How do i make my adult dog and puppy eat their own food. I bring da puppy inside but still doesnt eat its food?

When i put both of their foods outside the adult dog will eat all and the puppy wants to eat the adult's food. ive tried adding warm water into the puppy's hard food but still refuses.


Feed them at separate places. Put the food down for ONLY 15 to 30 minutes. If they don't eat it all, put it up till the next meal. -!-

Mealtime is a moment when you can remind dogs who is in charge. Don't waste it by putting food outside and walking away.

Mealtimes should be 15 minutes, no longer. The adult dog has two meals per day and the puppy has three or four, depending on size and age. Before you put down the food the adult should be on a Sit or Down. I would put down the puppy's food first, after he has sat politely, then put down the adult's food several feet away and release him to eat. By having a short distance between bowls you can block anyone who tries to walk between bowls. If either of them is determined to get past you (work on obedience training) then feed with leashes on so you have a grab-handle.

Most research has found that a combination of dry kibble with a small amount of wet is best. The "wet" may be liquid, like warm water, or canned food.

Bring your dogs inside for their feeding times, which should be regular and only twice a day (breakfast and dinner). Feed them in separate rooms, and put only the recommended amount of food in each bowl. (Half the daily total amount, for each meal.)

Give them 20 minutes to eat, then pick up both bowls, and don't feed again until the next meal.

They will quickly learn that they need to eat what you give them, and that they can't steal from the other dog's bowl.

I know this might sound kinda mean and "militaristic" especially if you're used to free-feeding them all day. But it's really the way dogs should be fed, and will help strengthen your bond between you & your dogs.

Good luck & best wishes!

I have this problem too. I just mix the blue buffalo puppy food and the blue buffalo adult food, half and half in the bowls. My vet said that is fine, but a bunch of these people will probably give me thumbs down for it, because they seem to know everything. ha.

Feed them at different times. Feed one outside, one inside. You can't really keep the dogs from eating each others food, because most of the time, dogs like the other dogs food better,

That happened to my puppy too. Just leave the food out all the time and the puppy will eat it eventually. He has to get hungry sometime.

There is NO need to feed two different dog foods. Buy a good quality dog food that both can eat. I use Canidae For All Life Stages, good for all dogs, from pups to seniors.

How old is the puppy? Older puppies can eat adult dog food.

I would feed them:

a) feed them in their crates,

b%

Thats easy, feed them in their crates!

Feed them the same food.

Better yet, feed them actual food. I have lost all confidence in the commercial dog food industry since the melamine contamination; I've switched my dog to her species' natural diet: raw meat, organs and bones.

I feed raw/prey model; my 50-pound shar-pei mix gets about 12oz a day, but when I have a gorge meal for her, like a turkey carcass that will take her 4-5 hours to eat, she won't be hungry or interested in food for 2-3 days. In general, a dog is fed 2-3% of the ideal body weight each day. A puppy gets 2-3% of the ideal anticipated adult weight each day, divided into 4 meals.

The ideal diet should consist of approximately 80% raw meat, 10% raw edible bone, 5% raw liver, 5% other raw organs, the occasional egg, shell and all, raw.

NO veggies, NO fruit. Dogs cannot digest vegetables or fruits; they lack the enzyme necessary to break down cellulose. Look at cows: they have the enzyme, and they still need four stomachs and they have to eat the cellulose twice. Dogs have one stomach and a straight-and-simple digestive tract.

They also don't have flat-topped grinding molars: the dog's back teeth are carnassials, designed to scissor through meat and bone, to break up prey animal carcasses into chunks small enough to swallow.

NO grains; again, dogs can't digest cellulose, and the other ingredients are the primary cause of allergies and diabetes in dogs.

NO dairy; dogs are lactose intolerant: another digestive enzyme they don't have.

NO supplements other than a spoonful of deepsea fish body oil for the Omega-3 that corn-finished meat does not contain.

Chewing up raw meat takes work, as does chomping through the incidental bones. The exercise involved in handling Big Complicated Food (several days' worth), and in breaking up bones into swallowable chunks, keeps dogs teeth clean and satisfies a part of their brain that nothing else touches. These dogs are less hyper, friendlier... and a bit more inclined to protect their food: after all, this food is worth protecting!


WHAT IS EXPECTED — Copy out the full listing exactly, omitting any picture it contains.

EXCERPTED DATA —

- Opening Delimiter -

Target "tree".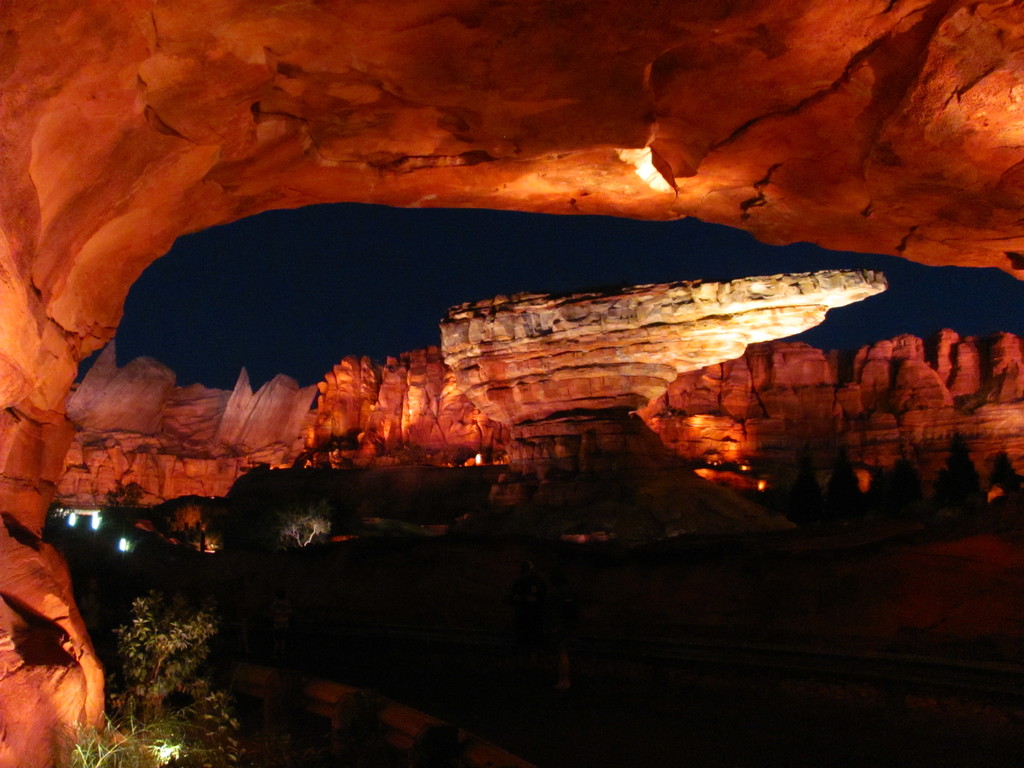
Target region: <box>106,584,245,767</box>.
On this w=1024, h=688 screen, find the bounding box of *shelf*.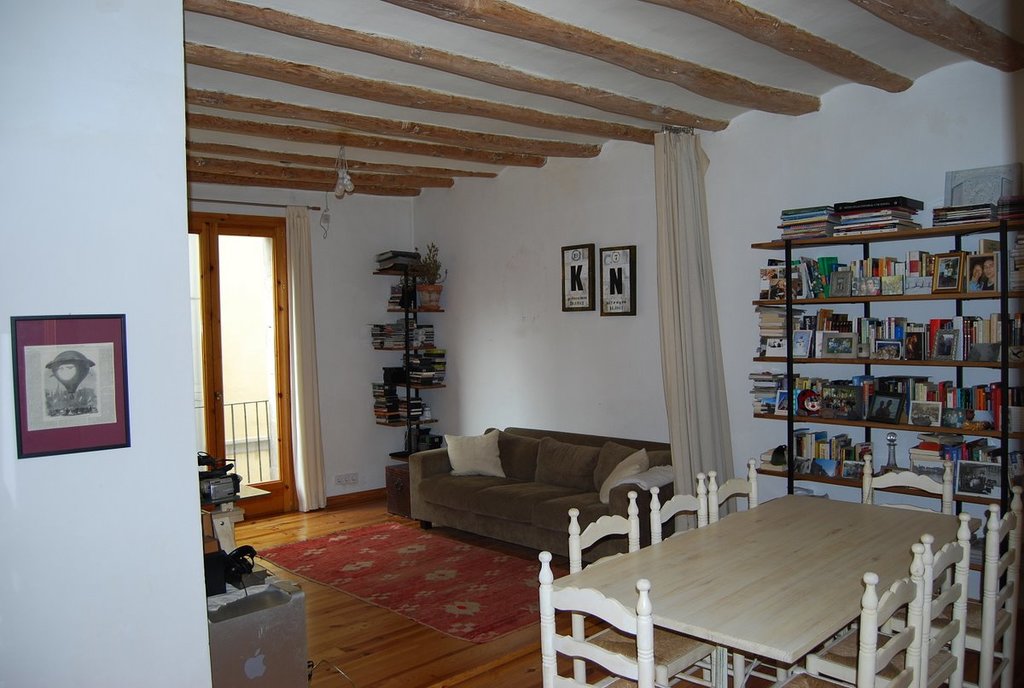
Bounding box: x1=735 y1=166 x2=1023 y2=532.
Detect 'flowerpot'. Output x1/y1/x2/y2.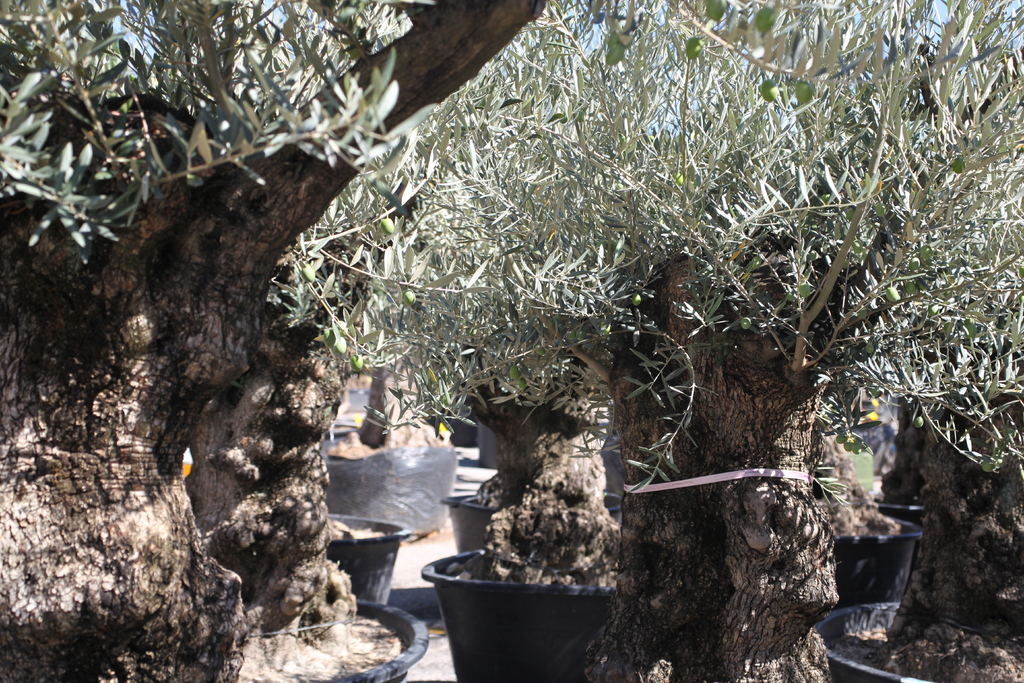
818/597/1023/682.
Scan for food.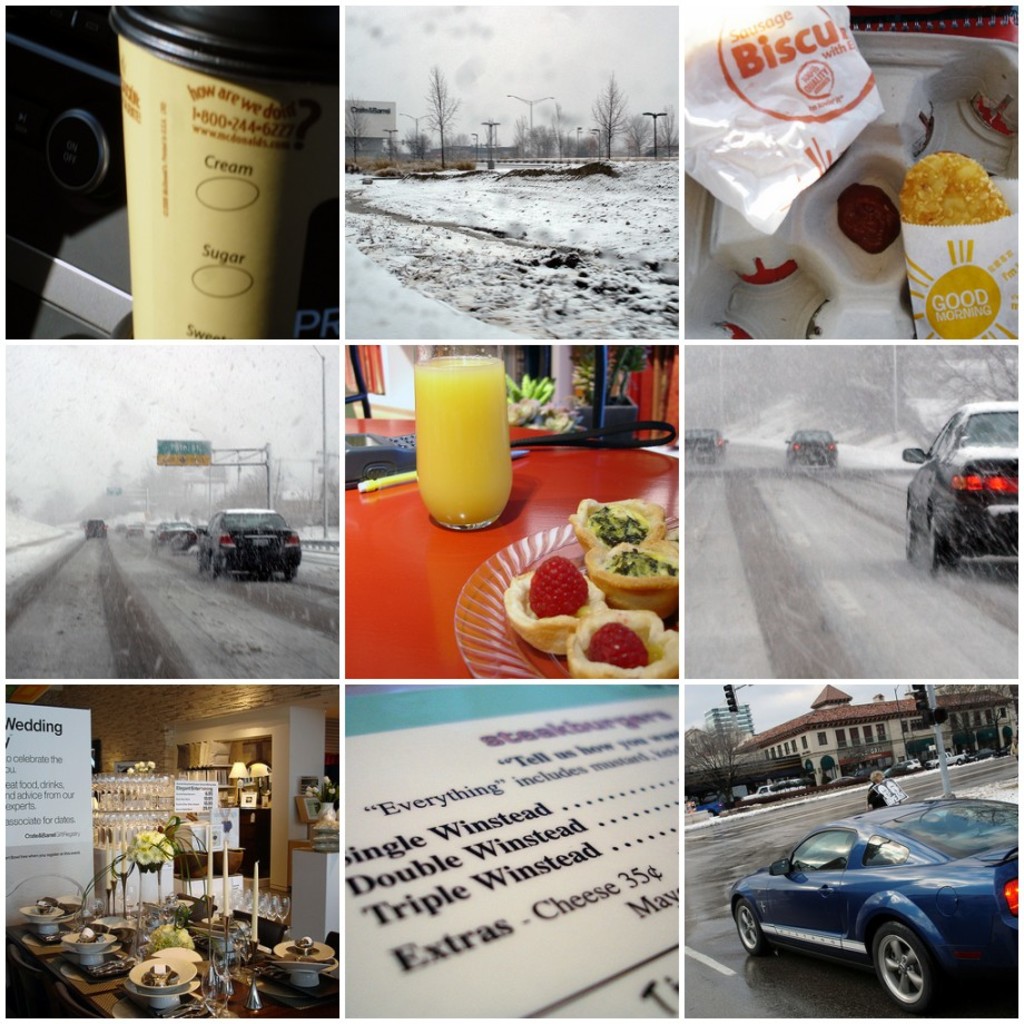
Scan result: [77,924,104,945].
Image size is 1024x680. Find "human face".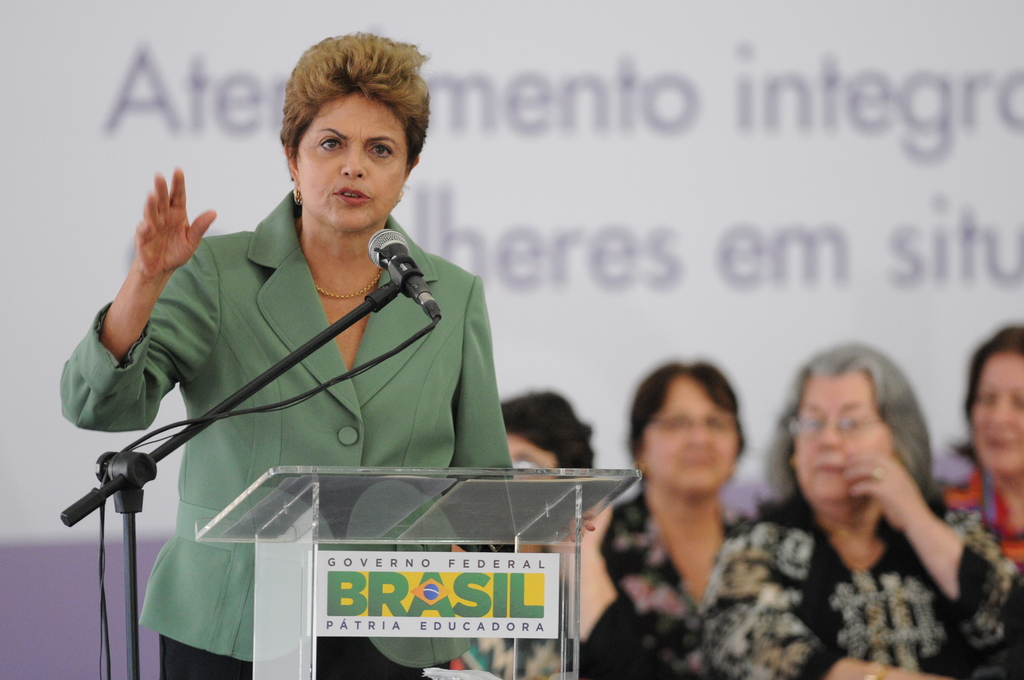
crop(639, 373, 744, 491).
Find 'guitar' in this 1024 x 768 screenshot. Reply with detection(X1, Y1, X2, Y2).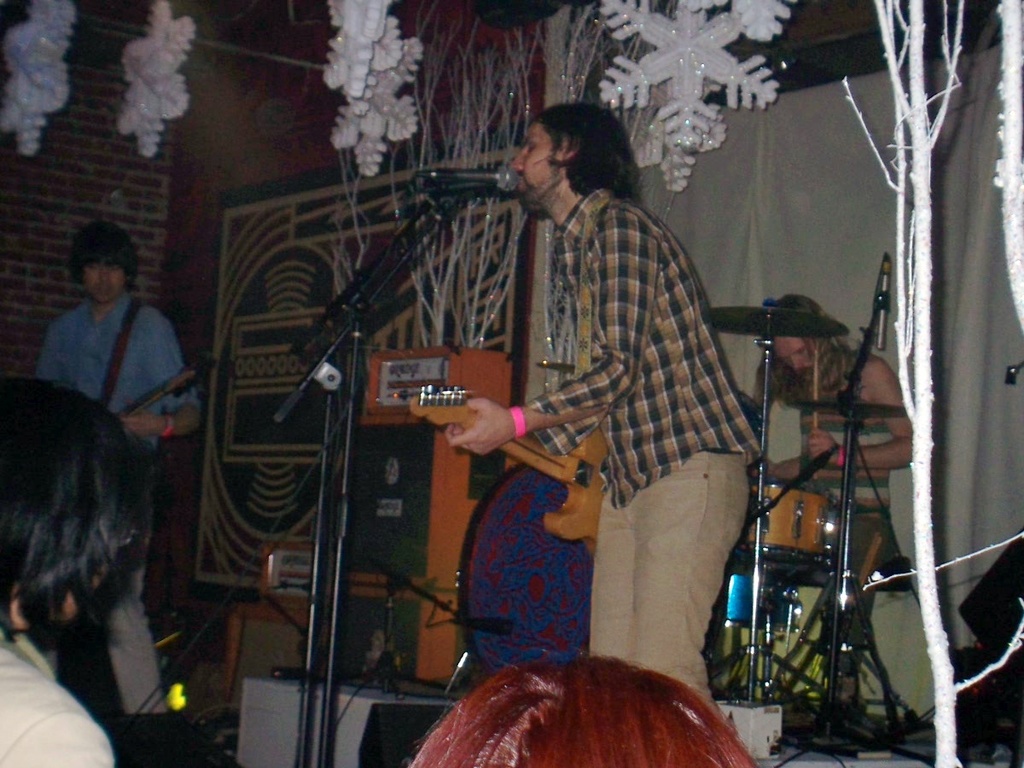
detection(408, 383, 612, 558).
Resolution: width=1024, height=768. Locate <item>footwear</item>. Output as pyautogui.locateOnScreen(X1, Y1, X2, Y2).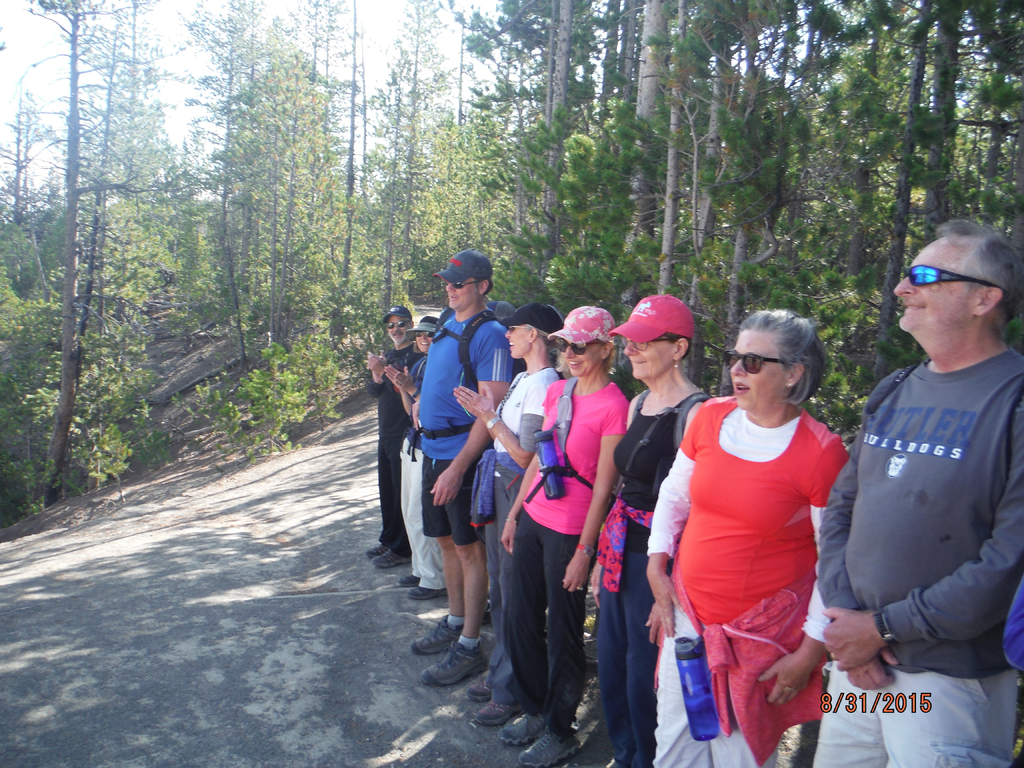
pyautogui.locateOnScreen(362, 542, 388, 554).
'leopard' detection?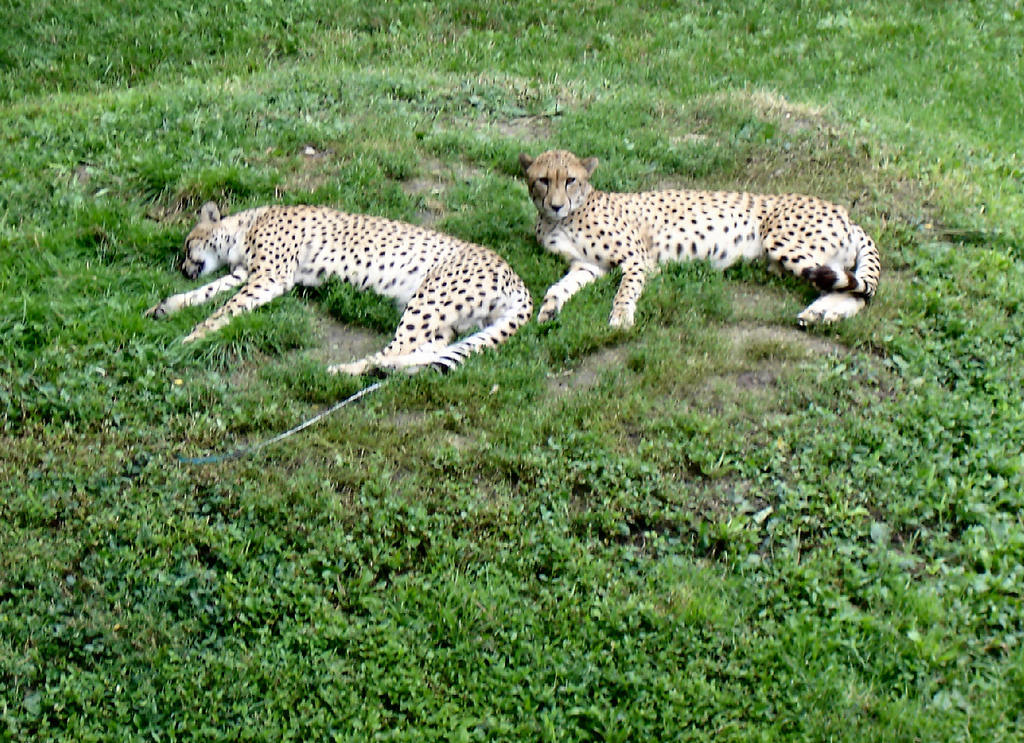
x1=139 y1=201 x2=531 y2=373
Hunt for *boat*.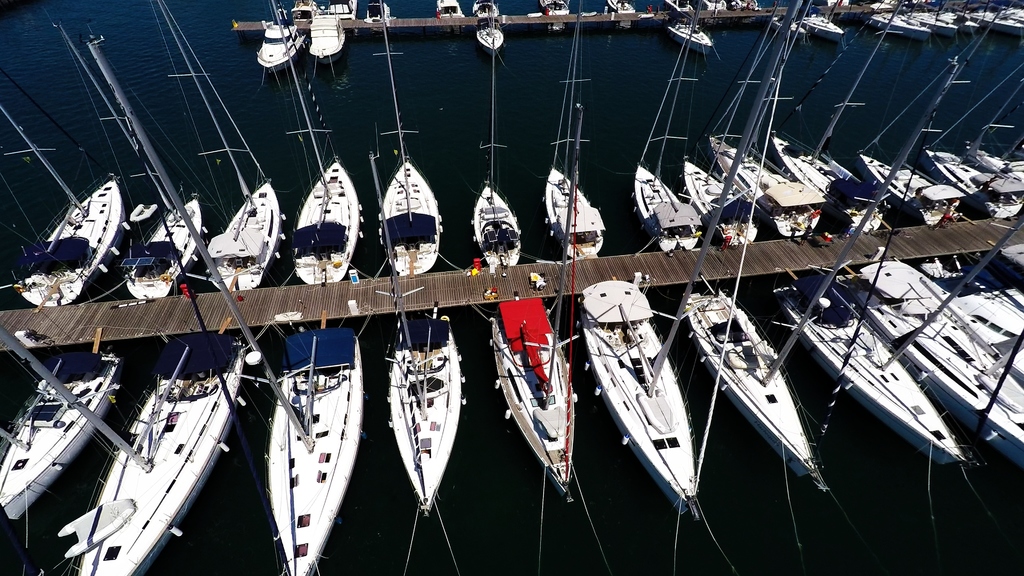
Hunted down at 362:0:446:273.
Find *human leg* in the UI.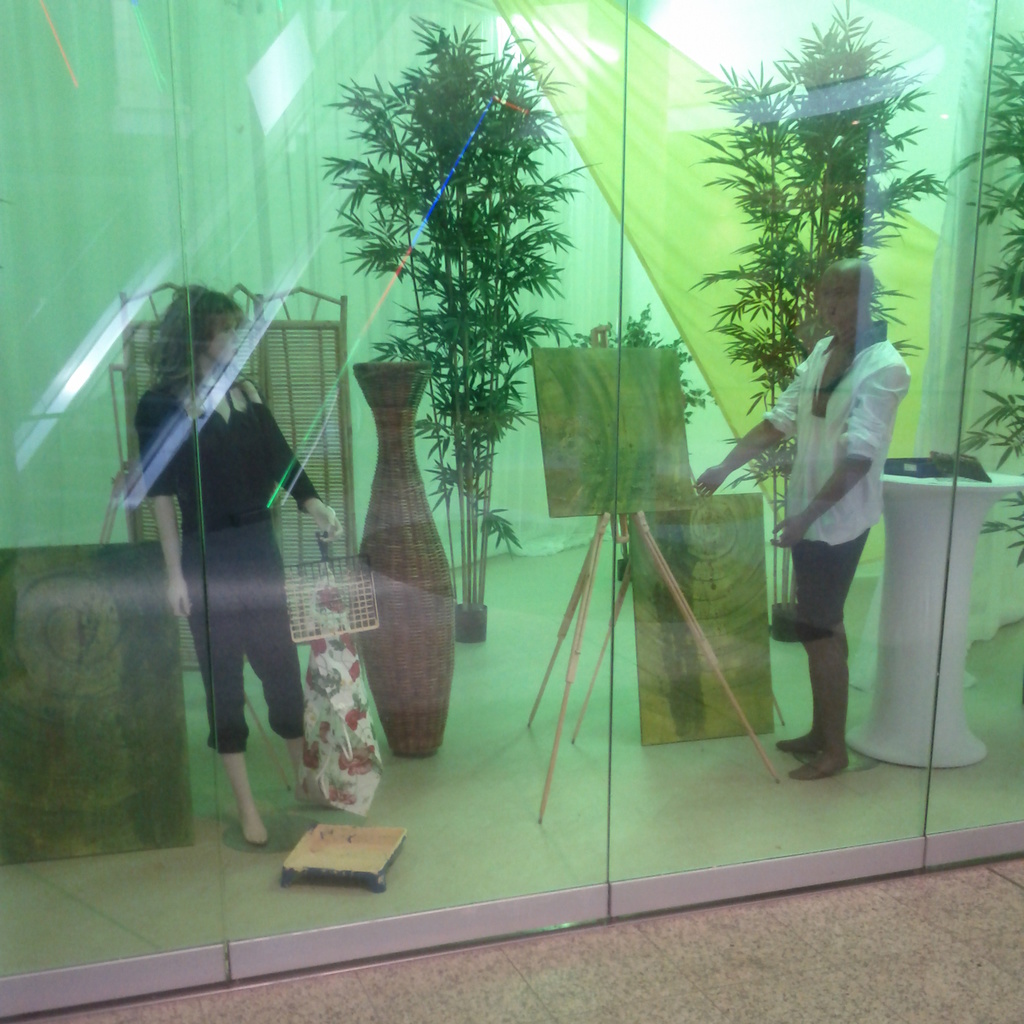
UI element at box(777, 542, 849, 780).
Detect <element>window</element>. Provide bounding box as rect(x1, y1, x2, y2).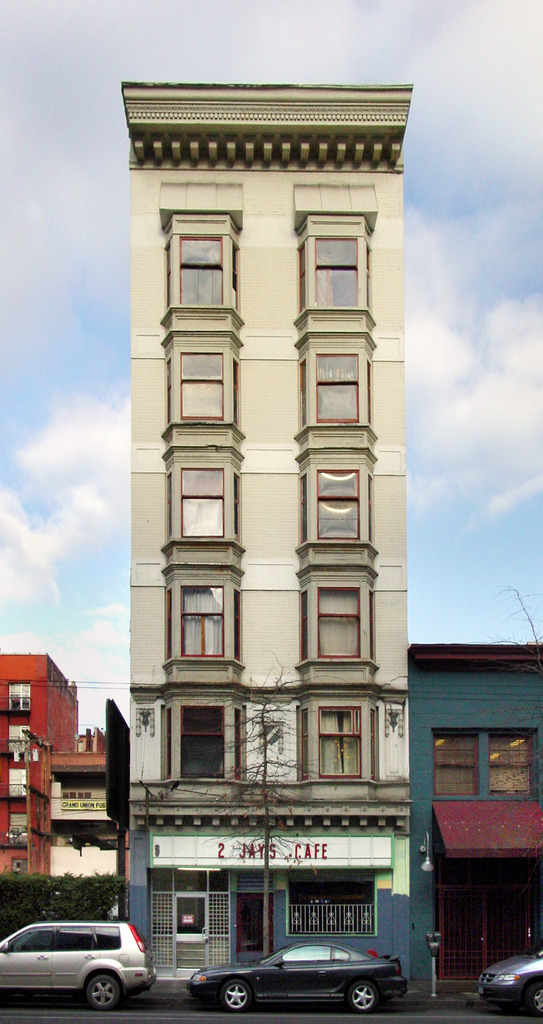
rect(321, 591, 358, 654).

- Closing Delimiter -

EXERCISE RESPONSE —
Target "tree".
Target region: <box>106,584,245,767</box>.
On this w=1024, h=688 screen, find the bounding box of *shelf*.
Bounding box: x1=735 y1=166 x2=1023 y2=532.
Detect 'flowerpot'. Output x1/y1/x2/y2.
818/597/1023/682.
Scan for food.
Scan result: [77,924,104,945].
Image size is 1024x680. Find "human face".
crop(639, 373, 744, 491).
Find 'guitar' in this 1024 x 768 screenshot. Reply with detection(X1, Y1, X2, Y2).
detection(408, 383, 612, 558).
Resolution: width=1024, height=768. Locate <item>footwear</item>. Output as pyautogui.locateOnScreen(X1, Y1, X2, Y2).
pyautogui.locateOnScreen(362, 542, 388, 554).
'leopard' detection?
x1=139 y1=201 x2=531 y2=373
Hunt for *boat*.
Hunted down at 362:0:446:273.
Find *human leg* in the UI.
UI element at box(777, 542, 849, 780).
Detect <element>window</element>. Provide bounding box as rect(x1, y1, x2, y2).
rect(321, 591, 358, 654).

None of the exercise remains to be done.